I often hear that my college memories won’t feature my classes so much as my relationships. My friendships matter to me. But so does my lifelong relationship to literature and philosophy, which predates my Dartmouth acceptance by at least a decade. When I look back on Dartmouth, I’ll remember my friends. But I’ll also remember falling so in love with Mann’s “The Magic Mountain” that I forgot my dinner plans, realizing I spoke German well enough to read Rilke in the original and poring over “The Meaning of ‘Meaning’” in awe of Putnam’s gorgeous precision.

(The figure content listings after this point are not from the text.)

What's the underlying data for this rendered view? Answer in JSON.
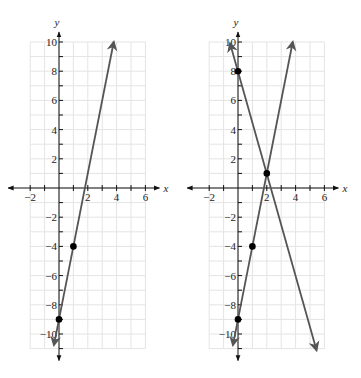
{
  "chart_data": [
    {
      "type": "line",
      "title": "",
      "xlabel": "x",
      "ylabel": "y",
      "xlim": [
        -2,
        6
      ],
      "ylim": [
        -11,
        10
      ],
      "grid": true,
      "x_ticks": [
        -2,
        2,
        4,
        6
      ],
      "y_ticks": [
        10,
        8,
        6,
        4,
        2,
        -2,
        -4,
        -6,
        -8,
        -10
      ],
      "series": [
        {
          "name": "y = 5x - 9",
          "slope": 5,
          "intercept": -9,
          "color": "#555555",
          "x": [
            -0.35,
            3.8
          ],
          "y": [
            -10.75,
            10
          ],
          "points": [
            [
              0,
              -9
            ],
            [
              1,
              -4
            ]
          ]
        }
      ]
    },
    {
      "type": "line",
      "title": "",
      "xlabel": "x",
      "ylabel": "y",
      "xlim": [
        -2,
        6
      ],
      "ylim": [
        -11,
        10
      ],
      "grid": true,
      "x_ticks": [
        -2,
        2,
        4,
        6
      ],
      "y_ticks": [
        10,
        8,
        6,
        4,
        2,
        -2,
        -4,
        -6,
        -8,
        -10
      ],
      "series": [
        {
          "name": "y = 5x - 9",
          "slope": 5,
          "intercept": -9,
          "color": "#555555",
          "x": [
            -0.35,
            3.8
          ],
          "y": [
            -10.75,
            10
          ],
          "points": [
            [
              0,
              -9
            ],
            [
              1,
              -4
            ]
          ]
        },
        {
          "name": "y = -3.5x + 8",
          "slope": -3.5,
          "intercept": 8,
          "color": "#555555",
          "x": [
            -0.55,
            5.45
          ],
          "y": [
            9.9,
            -11.1
          ],
          "points": [
            [
              0,
              8
            ],
            [
              2,
              1
            ]
          ]
        }
      ],
      "annotations": [
        {
          "label": "intersection",
          "x": 2,
          "y": 1
        }
      ]
    }
  ],
  "labels": {
    "x_axis": "x",
    "y_axis": "y"
  }
}
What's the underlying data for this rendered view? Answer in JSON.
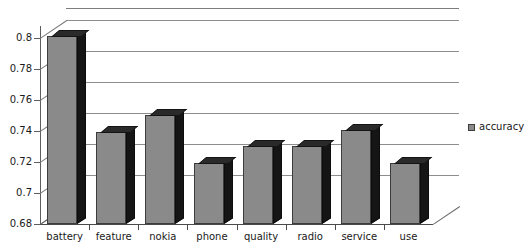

These experiences aren’t “fun” in the traditional sense. They don’t photograph well (the caption might read “Girl with Horrible Posture Crouched Over 20-Page Paper, Pallid Skin Gleaming in Light of Computer”). But I love them. I’m in the library because I’m in a committed relationship with my thesis and wouldn’t have it any other way.

Literature and philosophy are relationships. Last week in my medieval English literature class, I touched a book from the 1300s that had been annotated by readers hundreds of years ago. My relationship with texts is a relationship with the thousands of other thinkers who read those same texts, turning to those same ideas for comfort in a chaotic world. And I wish that mainstream Dartmouth valued that relationship more.

My Dartmouth is not one that cares about Winter Carnival, the outcome of football games or the big party next weekend. My Dartmouth is something else entirely: two parts logical operators and one part poetry. But I’m not alone here, and I wish there were a more centralized intellectual community, a social space predominantly devoted to academic pursuits and a place where I could listen to others nerding out about their respective passions with open arms and an open mind. Right now, Dartmouth’s intellectual scene consists of disparate intellectual voices crying out in the wilderness of the stacks.

I guess what I’m trying to say is that my thesis and I are seeking a double date.